SaaS May 23, 2026 bearish ⇧ 108 pts across 3 threads

Vibe-coded replacements are killing SaaS sales conversations

A Reddit founder shared a call with a 200-person agency whose CEO had launched a 'SaaS ditching program' after employees discovered they could vibe-code replacements for tools they were paying for. The thread blew up because it is not a theoretical concern. It is happening in actual sales calls. Separately, a thread titled 'should we stop trying to build 2010-era businesses with 2026-era technology' asked whether the whole model of building friction-reducing SaaS around existing workflows is obsolete.

The pattern here: the commoditization of software creation does not just lower the cost of building competitors. It lowers the cost of building bespoke internal tools good enough to cancel subscriptions. Every SaaS founder is now competing against a future version of their customer who builds their own version for free on a Thursday afternoon.

The counterpoint raised in threads is that maintenance, reliability, and ongoing product development still matter. A vibe-coded internal tool is not a product. But that argument gets harder to make as AI-generated code gets better and the agency employee who built the replacement becomes the de facto internal product owner.


So what?

If you are selling to non-technical businesses, your customers are learning to build. The defensible moat is no longer 'we built it so you do not have to.' Founders need to audit their value proposition against a version where the customer builds a 70% solution internally and asks whether that 30% gap justifies the subscription cost. If it does not, rethink the product now rather than in the next sales call.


### [Required work]
Type every record exactly as it appears.

### [Data extracts]
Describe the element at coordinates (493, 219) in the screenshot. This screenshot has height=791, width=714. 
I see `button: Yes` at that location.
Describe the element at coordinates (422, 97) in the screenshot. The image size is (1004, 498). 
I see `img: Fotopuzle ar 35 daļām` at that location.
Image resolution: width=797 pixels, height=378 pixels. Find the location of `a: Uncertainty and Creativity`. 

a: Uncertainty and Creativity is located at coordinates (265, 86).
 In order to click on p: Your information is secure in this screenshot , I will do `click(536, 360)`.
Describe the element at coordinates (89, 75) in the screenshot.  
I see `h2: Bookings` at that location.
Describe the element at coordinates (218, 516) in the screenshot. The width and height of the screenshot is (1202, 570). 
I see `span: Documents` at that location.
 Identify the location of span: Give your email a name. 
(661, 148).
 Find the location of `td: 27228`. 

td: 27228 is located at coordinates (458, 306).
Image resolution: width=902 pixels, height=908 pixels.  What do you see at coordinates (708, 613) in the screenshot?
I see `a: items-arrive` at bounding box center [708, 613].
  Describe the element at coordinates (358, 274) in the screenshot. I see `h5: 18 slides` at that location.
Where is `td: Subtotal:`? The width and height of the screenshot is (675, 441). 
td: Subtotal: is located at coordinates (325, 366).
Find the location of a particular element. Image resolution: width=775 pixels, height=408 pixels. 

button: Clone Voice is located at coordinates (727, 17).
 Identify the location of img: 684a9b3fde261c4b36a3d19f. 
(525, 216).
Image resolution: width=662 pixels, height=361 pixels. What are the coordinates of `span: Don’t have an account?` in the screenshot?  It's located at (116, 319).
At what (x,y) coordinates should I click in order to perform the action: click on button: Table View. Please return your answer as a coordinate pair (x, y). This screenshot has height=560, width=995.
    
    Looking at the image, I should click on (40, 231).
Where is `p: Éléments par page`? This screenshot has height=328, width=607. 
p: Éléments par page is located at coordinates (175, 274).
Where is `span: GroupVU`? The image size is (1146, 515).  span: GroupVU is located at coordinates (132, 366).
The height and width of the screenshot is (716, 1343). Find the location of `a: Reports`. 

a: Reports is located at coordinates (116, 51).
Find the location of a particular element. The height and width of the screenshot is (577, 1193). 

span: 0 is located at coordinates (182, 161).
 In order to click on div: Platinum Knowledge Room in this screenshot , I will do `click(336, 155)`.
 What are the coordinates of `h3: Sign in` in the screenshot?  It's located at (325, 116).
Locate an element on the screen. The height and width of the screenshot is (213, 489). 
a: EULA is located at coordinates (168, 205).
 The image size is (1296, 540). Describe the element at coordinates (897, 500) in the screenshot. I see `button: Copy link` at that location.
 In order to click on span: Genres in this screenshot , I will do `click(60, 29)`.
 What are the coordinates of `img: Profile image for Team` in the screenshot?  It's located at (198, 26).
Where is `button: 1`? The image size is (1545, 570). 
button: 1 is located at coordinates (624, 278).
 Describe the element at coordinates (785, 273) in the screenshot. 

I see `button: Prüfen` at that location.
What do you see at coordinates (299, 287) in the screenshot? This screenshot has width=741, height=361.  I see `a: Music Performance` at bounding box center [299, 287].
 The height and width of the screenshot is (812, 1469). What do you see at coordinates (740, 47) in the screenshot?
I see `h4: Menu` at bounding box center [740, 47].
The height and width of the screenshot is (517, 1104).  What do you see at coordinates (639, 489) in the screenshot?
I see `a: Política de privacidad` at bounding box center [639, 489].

### [Response area]
Describe the element at coordinates (493, 219) in the screenshot. This screenshot has height=791, width=714. 
I see `button: Yes` at that location.
Describe the element at coordinates (422, 97) in the screenshot. The image size is (1004, 498). 
I see `img: Fotopuzle ar 35 daļām` at that location.
Image resolution: width=797 pixels, height=378 pixels. Find the location of `a: Uncertainty and Creativity`. 

a: Uncertainty and Creativity is located at coordinates (265, 86).
 In order to click on p: Your information is secure in this screenshot , I will do `click(536, 360)`.
Describe the element at coordinates (89, 75) in the screenshot.  
I see `h2: Bookings` at that location.
Describe the element at coordinates (218, 516) in the screenshot. The width and height of the screenshot is (1202, 570). 
I see `span: Documents` at that location.
 Identify the location of span: Give your email a name. 
(661, 148).
 Find the location of `td: 27228`. 

td: 27228 is located at coordinates (458, 306).
Image resolution: width=902 pixels, height=908 pixels.  What do you see at coordinates (708, 613) in the screenshot?
I see `a: items-arrive` at bounding box center [708, 613].
  Describe the element at coordinates (358, 274) in the screenshot. I see `h5: 18 slides` at that location.
Where is `td: Subtotal:`? The width and height of the screenshot is (675, 441). 
td: Subtotal: is located at coordinates (325, 366).
Find the location of a particular element. Image resolution: width=775 pixels, height=408 pixels. 

button: Clone Voice is located at coordinates (727, 17).
 Identify the location of img: 684a9b3fde261c4b36a3d19f. 
(525, 216).
Image resolution: width=662 pixels, height=361 pixels. What are the coordinates of `span: Don’t have an account?` in the screenshot?  It's located at (116, 319).
At what (x,y) coordinates should I click in order to perform the action: click on button: Table View. Please return your answer as a coordinate pair (x, y). This screenshot has height=560, width=995.
    
    Looking at the image, I should click on (40, 231).
Where is `p: Éléments par page`? This screenshot has height=328, width=607. 
p: Éléments par page is located at coordinates (175, 274).
Where is `span: GroupVU`? The image size is (1146, 515).  span: GroupVU is located at coordinates (132, 366).
The height and width of the screenshot is (716, 1343). Find the location of `a: Reports`. 

a: Reports is located at coordinates (116, 51).
Find the location of a particular element. The height and width of the screenshot is (577, 1193). 

span: 0 is located at coordinates (182, 161).
 In order to click on div: Platinum Knowledge Room in this screenshot , I will do `click(336, 155)`.
 What are the coordinates of `h3: Sign in` in the screenshot?  It's located at (325, 116).
Locate an element on the screen. The height and width of the screenshot is (213, 489). 
a: EULA is located at coordinates (168, 205).
 The image size is (1296, 540). Describe the element at coordinates (897, 500) in the screenshot. I see `button: Copy link` at that location.
 In order to click on span: Genres in this screenshot , I will do `click(60, 29)`.
 What are the coordinates of `img: Profile image for Team` in the screenshot?  It's located at (198, 26).
Where is `button: 1`? The image size is (1545, 570). 
button: 1 is located at coordinates (624, 278).
 Describe the element at coordinates (785, 273) in the screenshot. 

I see `button: Prüfen` at that location.
What do you see at coordinates (299, 287) in the screenshot? This screenshot has width=741, height=361.  I see `a: Music Performance` at bounding box center [299, 287].
 The height and width of the screenshot is (812, 1469). What do you see at coordinates (740, 47) in the screenshot?
I see `h4: Menu` at bounding box center [740, 47].
The height and width of the screenshot is (517, 1104).  What do you see at coordinates (639, 489) in the screenshot?
I see `a: Política de privacidad` at bounding box center [639, 489].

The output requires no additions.